Return to search

Three essays on sustainable growth and environmental control

This thesis studies the issues on sustainability with nonrenewable resources and on practical problem with environment: regulation to control pollution. The first essay proves the converse of Hartwick's rule with general production function. Hartwick's rule shows that if one reinvests all the rents from nonrenewable resource, then constant sustainable consumption can be maintained. This ensures intergenerational equity. The converse of Hartwick's rule is proved by directly solving ordinary differential equations. It means the constant consumption must imply the total reinvesting of the rents from the exhaustible resource, and so the Hartwick's rule prescribes the unique sustainable policy. / In the second essay, Rawls' "just saving principle" is fonnulated with a model for constant utility in an intergenerational allocation framework. A term comparing consumption of adjacent generations is added to the utility function. The model is analyzed in the context of optimal control theory. In a two-sector economy, consumption growth is incorporated with equity. This property removes the disadvantage that a society starting out poor will be in such poverty forever, which is inherent in the model of constant consumption with nonrenewable resources. Different forms of generalized Hartwick's Rule are obtained. Optimal consumption path is characterized to achieve the highest utility. / The third essay investigates the optimal emission tax schemes for oligopolistic firms with differentiated goods. In the model, pollution stock creates disutility on social welfare. Firms play dynamic games against themselves, trying to maximize the long-run profit given the tax rules and their opponents' behavior. Open-loop and Markov Nash Equilibria are studied. The model is analyzed with optimal control theory and differential game theory. Time-independent tax rules are shown to exist that guide polluting oligopolists to produce along socially optimum path. For linear market demand and quadratic damage function, the tax rules are shown to be linear in the pollution stock. Numerical examples show that even the polluting firm can receive subsidy at the periods when initial pollution stock is low. The optimal tax in general is dependent on the current pollutant stock. The results shed a light on policy making of the related market structure.
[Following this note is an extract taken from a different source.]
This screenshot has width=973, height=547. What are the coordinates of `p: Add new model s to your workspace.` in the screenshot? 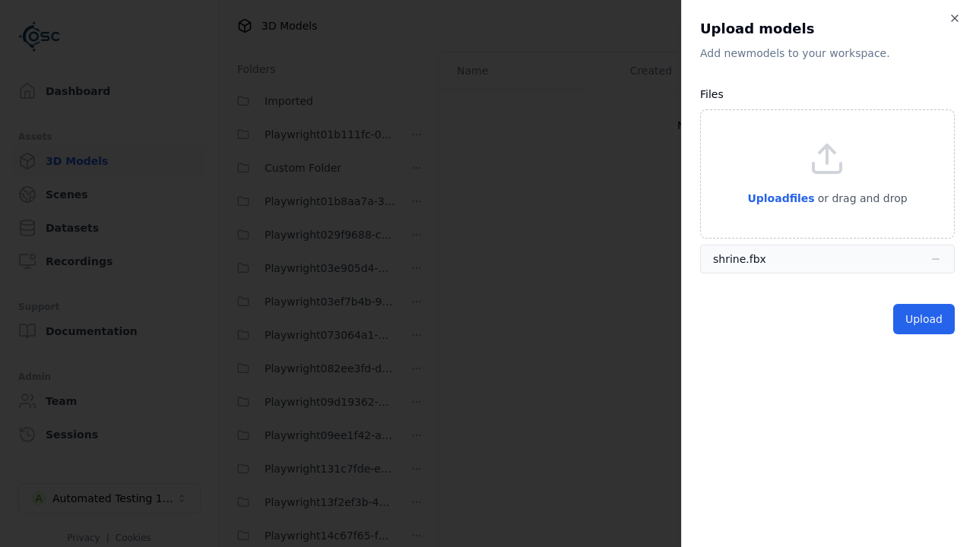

Identiferoai:union.ndltd.org:LACETR/oai:collectionscanada.gc.ca:QMM.36072
Date January 1999
CreatorsYang, Zhao, 1965-
ContributorsCairns, R. D. (advisor)
PublisherMcGill University
Source SetsLibrary and Archives Canada ETDs Repository / Centre d'archives des thèses électroniques de Bibliothèque et Archives Canada
LanguageEnglish
Detected LanguageEnglish
TypeElectronic Thesis or Dissertation
Formatapplication/pdf
CoverageDoctor of Philosophy (Department of Economics.)
RightsAll items in eScholarship@McGill are protected by copyright with all rights reserved unless otherwise indicated.
Relationalephsysno: 001687462, proquestno: NQ55395, Theses scanned by UMI/ProQuest.